**What you are asked to do**
In the entries below, how many lines hold the string "size"? Answer with the number only.

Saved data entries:
=== Section Start ===

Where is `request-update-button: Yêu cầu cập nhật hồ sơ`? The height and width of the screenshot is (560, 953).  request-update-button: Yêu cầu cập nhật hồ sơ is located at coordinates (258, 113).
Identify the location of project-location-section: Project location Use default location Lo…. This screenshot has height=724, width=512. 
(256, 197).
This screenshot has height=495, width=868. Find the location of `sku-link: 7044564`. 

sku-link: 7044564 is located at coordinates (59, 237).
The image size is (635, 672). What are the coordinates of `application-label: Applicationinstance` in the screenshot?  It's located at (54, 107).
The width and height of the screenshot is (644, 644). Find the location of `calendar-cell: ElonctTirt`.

=== Section End ===
=== Section Start ===

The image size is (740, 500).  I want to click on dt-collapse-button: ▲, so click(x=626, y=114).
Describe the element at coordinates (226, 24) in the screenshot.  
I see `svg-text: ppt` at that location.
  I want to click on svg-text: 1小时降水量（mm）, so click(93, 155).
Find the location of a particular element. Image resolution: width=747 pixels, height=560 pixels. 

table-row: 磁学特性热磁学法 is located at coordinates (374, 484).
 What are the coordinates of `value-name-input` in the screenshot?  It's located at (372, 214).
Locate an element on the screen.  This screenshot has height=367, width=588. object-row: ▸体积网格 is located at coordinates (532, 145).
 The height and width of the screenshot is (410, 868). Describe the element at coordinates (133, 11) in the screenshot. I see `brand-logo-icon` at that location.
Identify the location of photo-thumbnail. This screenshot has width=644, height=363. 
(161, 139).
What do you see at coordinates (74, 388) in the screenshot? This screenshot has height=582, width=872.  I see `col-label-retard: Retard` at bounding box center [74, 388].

=== Section End ===

**Answer section**
2